Bookworm
Tour de France - 1986, 2013
One of the best looking books on my shelf is The Yellow Jersey by Peter Cossins. It was released in 2019 to coincide with the 100th anniversary of the creation of the yellow jersey.
It could have easily worked as an orthodox book, like many others that Peter has written. Instead, they made the decision to have a fancy squashy cover, one of those nice ribbon bookmark things and they filled it with colour photos. It elevates it to something altogether different and better. It’s one of those things of beauty that’s very pleasant to pick up and browse through - and I do, quite regularly.
Although there was a few years there where I couldn’t read it at all because this had happened by accident:
I am happy to report that I have since upgraded my bookshelves and these unfortunate books have now been retrieved. The shelves are now configured so that this travesty cannot happen again.
Last week I picked up The Yellow Jersey again and it fell open on a page recounting occasions where the jersey had been swapped between members of the same team.
One of those moments was in 2013. This was the Tour where the Orica bus got stuck under the 1km to go banner. What a fantastic sport this is, honestly. So many amazing sporting feats happened in that race. Current professional cyclist Chris Froome won his first Tour de France, Mark Cavendish equalled Andre Leducq’s record of 24 road stage wins at the Tour, Nairo Quintana announced himself on the world stage by winning two of the jerseys and Daryl Impey became the first African cyclist to wear the yellow jersey.
But what we most remember is the bus getting stuck under the 1km to go banner.
It’s the Daryl Impey bit that Cossins was referring to in his book and specifically the fact that his teammate Simon Gerrans willingly gave Impey the yellow jersey.
The main reason I remember this is because of some punditry that Chris Boardman did on the ITV coverage. The scenario was this. Gerrans had taken the jersey after a team time trial in Nice. There were no time bonuses at all in that Tour so the GC was all very tight. Naturally, after a TTT win, there was a pile of riders from the same team at the top of the GC. Gerrans was in yellow, but Impey and Michael Albasini were second and third - both equal on time with Gerrans.
The next day, Stage 5, was a bunch sprint won by Cavendish, where he equalled that record. A record which isn’t even a record, not really - that was just something the British media latched on to as something great Cavendish had done, in the days before he really start to approach the actual record of 34. Anyway, bunch sprint, no time bonuses, no change on GC. Gerrans was still in yellow.
The next day seemed likely that a bunch sprint would happen again. Gerrans and Impey were equal on time which meant that Gerrans had the jersey based on the sum of their stage placings so far. Whoever had the lowest total got to wear the jersey. Both riders had been right up there in all the stages so far:
Gerrans: 15th, 16th, 1st, 1st, 15th = 48
Impey: 11th, 8th, 22nd, 1st, 13th = 55
A difference of seven. This meant that if it was indeed a bunch sprint finish and all the riders were given the same time, if Impey finished eight places ahead of Gerrans in the bunch, Impey would take the jersey.
My memory is that this scenario was put to Chris Boardman before the stage, that Gerrans might willingly hang back in the bunch and allow Impey to take over the lead of the Tour de France. Boardman poo-pood this idea as absolute nonsense. He declared that no professional rider would purposely let go of the yellow jersey, even to a teammate. To Boardman, the idea did not compute.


Task instructions.
Reproduce the data in full, exactly as given, leaving images out.

Material to process.
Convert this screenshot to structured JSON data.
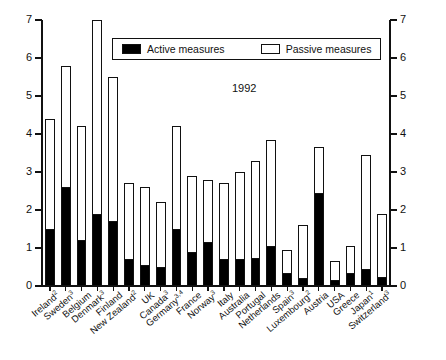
{
  "chart_data": {
    "type": "bar",
    "subtype": "stacked",
    "title": "",
    "annotation": "1992",
    "xlabel": "",
    "ylabel": "",
    "ylim": [
      0,
      7
    ],
    "yticks": [
      0,
      1,
      2,
      3,
      4,
      5,
      6,
      7
    ],
    "ytick_labels": [
      "0",
      "1",
      "2",
      "3",
      "4",
      "5",
      "6",
      "7"
    ],
    "right_axis": true,
    "right_ytick_labels": [
      "0",
      "1",
      "2",
      "3",
      "4",
      "5",
      "6",
      "7"
    ],
    "grid": false,
    "legend_position": "top-center",
    "categories": [
      "Ireland²",
      "Sweden³",
      "Belgium",
      "Denmark³",
      "Finland",
      "New Zealand²",
      "UK",
      "Canada³",
      "Germany³,⁴",
      "France",
      "Norway³",
      "Italy",
      "Australia",
      "Portugal",
      "Netherlands",
      "Spain³",
      "Luxembourg²",
      "Austria",
      "USA",
      "Greece",
      "Japan¹",
      "Switzerland³"
    ],
    "category_names": [
      "Ireland",
      "Sweden",
      "Belgium",
      "Denmark",
      "Finland",
      "New Zealand",
      "UK",
      "Canada",
      "Germany",
      "France",
      "Norway",
      "Italy",
      "Australia",
      "Portugal",
      "Netherlands",
      "Spain",
      "Luxembourg",
      "Austria",
      "USA",
      "Greece",
      "Japan",
      "Switzerland"
    ],
    "category_footnotes": [
      "2",
      "3",
      "",
      "3",
      "",
      "2",
      "",
      "3",
      "3,4",
      "",
      "3",
      "",
      "",
      "",
      "",
      "3",
      "2",
      "",
      "",
      "",
      "1",
      "3"
    ],
    "series": [
      {
        "name": "Active measures",
        "color": "#000000",
        "values": [
          1.5,
          2.6,
          1.2,
          1.9,
          1.7,
          0.7,
          0.55,
          0.5,
          1.5,
          0.9,
          1.15,
          0.7,
          0.7,
          0.75,
          1.05,
          0.35,
          0.2,
          2.45,
          0.15,
          0.35,
          0.45,
          0.25
        ]
      },
      {
        "name": "Passive measures",
        "color": "#ffffff",
        "values": [
          2.9,
          3.2,
          3.0,
          5.1,
          3.8,
          2.0,
          2.05,
          1.7,
          2.7,
          2.0,
          1.65,
          2.0,
          2.3,
          2.55,
          2.8,
          0.6,
          1.4,
          1.2,
          0.5,
          0.7,
          3.0,
          1.65
        ]
      }
    ],
    "totals": [
      4.4,
      5.8,
      4.2,
      7.0,
      5.5,
      2.7,
      2.6,
      2.2,
      4.2,
      2.9,
      2.8,
      2.7,
      3.0,
      3.3,
      3.85,
      0.95,
      1.6,
      3.65,
      0.65,
      1.05,
      3.45,
      1.9
    ]
  },
  "legend": {
    "items": [
      {
        "label": "Active measures",
        "swatch": "filled-black"
      },
      {
        "label": "Passive measures",
        "swatch": "open-white"
      }
    ]
  }
}
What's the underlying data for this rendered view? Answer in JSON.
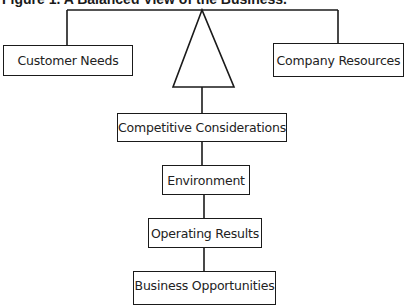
{
  "figure": {
    "title": "Figure 1.  A Balanced View of the Business."
  },
  "nodes": {
    "customer_needs": "Customer Needs",
    "company_resources": "Company Resources",
    "balance_symbol": "triangle-fulcrum",
    "competitive_considerations": "Competitive Considerations",
    "environment": "Environment",
    "operating_results": "Operating Results",
    "business_opportunities": "Business Opportunities"
  },
  "colors": {
    "line": "#1a1a1a",
    "background": "#ffffff"
  }
}
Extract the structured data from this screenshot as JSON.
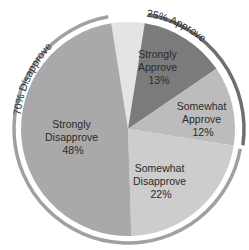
{
  "chart_data": {
    "type": "pie",
    "title": "",
    "slices": [
      {
        "label": "",
        "value": 5,
        "color": "#e4e4e4"
      },
      {
        "label": "Strongly Approve",
        "value": 13,
        "color": "#7b7b7b"
      },
      {
        "label": "Somewhat Approve",
        "value": 12,
        "color": "#bcbcbc"
      },
      {
        "label": "Somewhat Disapprove",
        "value": 22,
        "color": "#cdcdcd"
      },
      {
        "label": "Strongly Disapprove",
        "value": 48,
        "color": "#a9a9a9"
      }
    ],
    "groups": [
      {
        "label": "25% Approve",
        "value": 25,
        "color": "#6f6f6f"
      },
      {
        "label": "70% Disapprove",
        "value": 70,
        "color": "#a0a0a0"
      }
    ]
  },
  "labels": {
    "strongly_approve": [
      "Strongly",
      "Approve",
      "13%"
    ],
    "somewhat_approve": [
      "Somewhat",
      "Approve",
      "12%"
    ],
    "somewhat_disapprove": [
      "Somewhat",
      "Disapprove",
      "22%"
    ],
    "strongly_disapprove": [
      "Strongly",
      "Disapprove",
      "48%"
    ],
    "approve_arc": "25% Approve",
    "disapprove_arc": "70% Disapprove"
  }
}
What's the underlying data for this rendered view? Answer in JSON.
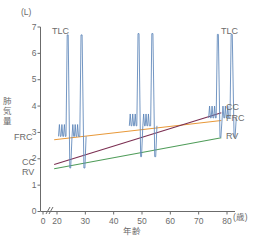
{
  "chart_data": {
    "type": "line",
    "title": "",
    "xlabel": "年齢",
    "xunit": "(歳)",
    "ylabel": "肺気量",
    "yunit": "(L)",
    "xlim": [
      16,
      84
    ],
    "ylim": [
      0,
      7
    ],
    "xticks": [
      0,
      20,
      30,
      40,
      50,
      60,
      70,
      80
    ],
    "yticks": [
      0,
      1,
      2,
      3,
      4,
      5,
      6,
      7
    ],
    "grid": false,
    "legend": "none",
    "axis_break": true,
    "series": [
      {
        "name": "FRC",
        "color": "#e8993a",
        "x": [
          19,
          78
        ],
        "values": [
          2.72,
          3.45
        ]
      },
      {
        "name": "CC",
        "color": "#7b2f52",
        "x": [
          19,
          78
        ],
        "values": [
          1.78,
          3.75
        ]
      },
      {
        "name": "RV",
        "color": "#4f9c59",
        "x": [
          19,
          78
        ],
        "values": [
          1.62,
          2.8
        ]
      }
    ],
    "spirograms": {
      "color": "#5b84b8",
      "traces": [
        {
          "age": 23,
          "TLC": 6.7,
          "FRC": 2.85,
          "RV": 1.65
        },
        {
          "age": 48,
          "TLC": 6.75,
          "FRC": 3.25,
          "RV": 2.08
        },
        {
          "age": 76,
          "TLC": 6.72,
          "FRC": 3.55,
          "RV": 2.82
        }
      ]
    },
    "annotations": [
      {
        "text": "TLC",
        "x": 21,
        "y": 6.55,
        "side": "left"
      },
      {
        "text": "TLC",
        "x": 79,
        "y": 6.55,
        "side": "right"
      },
      {
        "text": "FRC",
        "x": 17,
        "y": 2.72,
        "side": "left"
      },
      {
        "text": "CC",
        "x": 17.5,
        "y": 1.82,
        "side": "left"
      },
      {
        "text": "RV",
        "x": 17.5,
        "y": 1.5,
        "side": "left"
      },
      {
        "text": "CC",
        "x": 80,
        "y": 3.78,
        "side": "right"
      },
      {
        "text": "FRC",
        "x": 80,
        "y": 3.42,
        "side": "right"
      },
      {
        "text": "RV",
        "x": 80,
        "y": 2.8,
        "side": "right"
      }
    ]
  },
  "axis": {
    "y_unit_label": "(L)",
    "y_title_chars": [
      "肺",
      "気",
      "量"
    ],
    "x_title": "年齢",
    "x_unit_label": "(歳)",
    "x_tick_labels": [
      "0",
      "20",
      "30",
      "40",
      "50",
      "60",
      "70",
      "80"
    ],
    "y_tick_labels": [
      "0",
      "1",
      "2",
      "3",
      "4",
      "5",
      "6",
      "7"
    ]
  },
  "labels": {
    "tlc_left": "TLC",
    "tlc_right": "TLC",
    "frc_left": "FRC",
    "cc_left": "CC",
    "rv_left": "RV",
    "cc_right": "CC",
    "frc_right": "FRC",
    "rv_right": "RV"
  }
}
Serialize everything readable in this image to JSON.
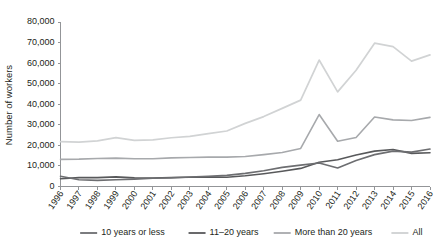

Solution.
Convert this screenshot to structured JSON data.
{
  "chart_data": {
    "type": "bar",
    "subtype": "stacked",
    "title": "",
    "annotation": "1992",
    "xlabel": "",
    "ylabel": "",
    "ylim": [
      0,
      7
    ],
    "yticks": [
      0,
      1,
      2,
      3,
      4,
      5,
      6,
      7
    ],
    "ytick_labels": [
      "0",
      "1",
      "2",
      "3",
      "4",
      "5",
      "6",
      "7"
    ],
    "right_axis": true,
    "right_ytick_labels": [
      "0",
      "1",
      "2",
      "3",
      "4",
      "5",
      "6",
      "7"
    ],
    "grid": false,
    "legend_position": "top-center",
    "categories": [
      "Ireland²",
      "Sweden³",
      "Belgium",
      "Denmark³",
      "Finland",
      "New Zealand²",
      "UK",
      "Canada³",
      "Germany³,⁴",
      "France",
      "Norway³",
      "Italy",
      "Australia",
      "Portugal",
      "Netherlands",
      "Spain³",
      "Luxembourg²",
      "Austria",
      "USA",
      "Greece",
      "Japan¹",
      "Switzerland³"
    ],
    "category_names": [
      "Ireland",
      "Sweden",
      "Belgium",
      "Denmark",
      "Finland",
      "New Zealand",
      "UK",
      "Canada",
      "Germany",
      "France",
      "Norway",
      "Italy",
      "Australia",
      "Portugal",
      "Netherlands",
      "Spain",
      "Luxembourg",
      "Austria",
      "USA",
      "Greece",
      "Japan",
      "Switzerland"
    ],
    "category_footnotes": [
      "2",
      "3",
      "",
      "3",
      "",
      "2",
      "",
      "3",
      "3,4",
      "",
      "3",
      "",
      "",
      "",
      "",
      "3",
      "2",
      "",
      "",
      "",
      "1",
      "3"
    ],
    "series": [
      {
        "name": "Active measures",
        "color": "#000000",
        "values": [
          1.5,
          2.6,
          1.2,
          1.9,
          1.7,
          0.7,
          0.55,
          0.5,
          1.5,
          0.9,
          1.15,
          0.7,
          0.7,
          0.75,
          1.05,
          0.35,
          0.2,
          2.45,
          0.15,
          0.35,
          0.45,
          0.25
        ]
      },
      {
        "name": "Passive measures",
        "color": "#ffffff",
        "values": [
          2.9,
          3.2,
          3.0,
          5.1,
          3.8,
          2.0,
          2.05,
          1.7,
          2.7,
          2.0,
          1.65,
          2.0,
          2.3,
          2.55,
          2.8,
          0.6,
          1.4,
          1.2,
          0.5,
          0.7,
          3.0,
          1.65
        ]
      }
    ],
    "totals": [
      4.4,
      5.8,
      4.2,
      7.0,
      5.5,
      2.7,
      2.6,
      2.2,
      4.2,
      2.9,
      2.8,
      2.7,
      3.0,
      3.3,
      3.85,
      0.95,
      1.6,
      3.65,
      0.65,
      1.05,
      3.45,
      1.9
    ]
  },
  "legend": {
    "items": [
      {
        "label": "Active measures",
        "swatch": "filled-black"
      },
      {
        "label": "Passive measures",
        "swatch": "open-white"
      }
    ]
  }
}
What's the underlying data for this rendered view? Answer in JSON.
{
  "figure": {
    "title": "Figure 1.  A Balanced View of the Business."
  },
  "nodes": {
    "customer_needs": "Customer Needs",
    "company_resources": "Company Resources",
    "balance_symbol": "triangle-fulcrum",
    "competitive_considerations": "Competitive Considerations",
    "environment": "Environment",
    "operating_results": "Operating Results",
    "business_opportunities": "Business Opportunities"
  },
  "colors": {
    "line": "#1a1a1a",
    "background": "#ffffff"
  }
}
Extract the structured data from this screenshot as JSON.
{
  "chart_data": {
    "type": "pie",
    "title": "",
    "slices": [
      {
        "label": "",
        "value": 5,
        "color": "#e4e4e4"
      },
      {
        "label": "Strongly Approve",
        "value": 13,
        "color": "#7b7b7b"
      },
      {
        "label": "Somewhat Approve",
        "value": 12,
        "color": "#bcbcbc"
      },
      {
        "label": "Somewhat Disapprove",
        "value": 22,
        "color": "#cdcdcd"
      },
      {
        "label": "Strongly Disapprove",
        "value": 48,
        "color": "#a9a9a9"
      }
    ],
    "groups": [
      {
        "label": "25% Approve",
        "value": 25,
        "color": "#6f6f6f"
      },
      {
        "label": "70% Disapprove",
        "value": 70,
        "color": "#a0a0a0"
      }
    ]
  },
  "labels": {
    "strongly_approve": [
      "Strongly",
      "Approve",
      "13%"
    ],
    "somewhat_approve": [
      "Somewhat",
      "Approve",
      "12%"
    ],
    "somewhat_disapprove": [
      "Somewhat",
      "Disapprove",
      "22%"
    ],
    "strongly_disapprove": [
      "Strongly",
      "Disapprove",
      "48%"
    ],
    "approve_arc": "25% Approve",
    "disapprove_arc": "70% Disapprove"
  }
}
What's the underlying data for this rendered view? Answer in JSON.
{
  "chart_data": {
    "type": "line",
    "title": "",
    "xlabel": "年齢",
    "xunit": "(歳)",
    "ylabel": "肺気量",
    "yunit": "(L)",
    "xlim": [
      16,
      84
    ],
    "ylim": [
      0,
      7
    ],
    "xticks": [
      0,
      20,
      30,
      40,
      50,
      60,
      70,
      80
    ],
    "yticks": [
      0,
      1,
      2,
      3,
      4,
      5,
      6,
      7
    ],
    "grid": false,
    "legend": "none",
    "axis_break": true,
    "series": [
      {
        "name": "FRC",
        "color": "#e8993a",
        "x": [
          19,
          78
        ],
        "values": [
          2.72,
          3.45
        ]
      },
      {
        "name": "CC",
        "color": "#7b2f52",
        "x": [
          19,
          78
        ],
        "values": [
          1.78,
          3.75
        ]
      },
      {
        "name": "RV",
        "color": "#4f9c59",
        "x": [
          19,
          78
        ],
        "values": [
          1.62,
          2.8
        ]
      }
    ],
    "spirograms": {
      "color": "#5b84b8",
      "traces": [
        {
          "age": 23,
          "TLC": 6.7,
          "FRC": 2.85,
          "RV": 1.65
        },
        {
          "age": 48,
          "TLC": 6.75,
          "FRC": 3.25,
          "RV": 2.08
        },
        {
          "age": 76,
          "TLC": 6.72,
          "FRC": 3.55,
          "RV": 2.82
        }
      ]
    },
    "annotations": [
      {
        "text": "TLC",
        "x": 21,
        "y": 6.55,
        "side": "left"
      },
      {
        "text": "TLC",
        "x": 79,
        "y": 6.55,
        "side": "right"
      },
      {
        "text": "FRC",
        "x": 17,
        "y": 2.72,
        "side": "left"
      },
      {
        "text": "CC",
        "x": 17.5,
        "y": 1.82,
        "side": "left"
      },
      {
        "text": "RV",
        "x": 17.5,
        "y": 1.5,
        "side": "left"
      },
      {
        "text": "CC",
        "x": 80,
        "y": 3.78,
        "side": "right"
      },
      {
        "text": "FRC",
        "x": 80,
        "y": 3.42,
        "side": "right"
      },
      {
        "text": "RV",
        "x": 80,
        "y": 2.8,
        "side": "right"
      }
    ]
  },
  "axis": {
    "y_unit_label": "(L)",
    "y_title_chars": [
      "肺",
      "気",
      "量"
    ],
    "x_title": "年齢",
    "x_unit_label": "(歳)",
    "x_tick_labels": [
      "0",
      "20",
      "30",
      "40",
      "50",
      "60",
      "70",
      "80"
    ],
    "y_tick_labels": [
      "0",
      "1",
      "2",
      "3",
      "4",
      "5",
      "6",
      "7"
    ]
  },
  "labels": {
    "tlc_left": "TLC",
    "tlc_right": "TLC",
    "frc_left": "FRC",
    "cc_left": "CC",
    "rv_left": "RV",
    "cc_right": "CC",
    "frc_right": "FRC",
    "rv_right": "RV"
  }
}
Serialize everything readable in this image to JSON.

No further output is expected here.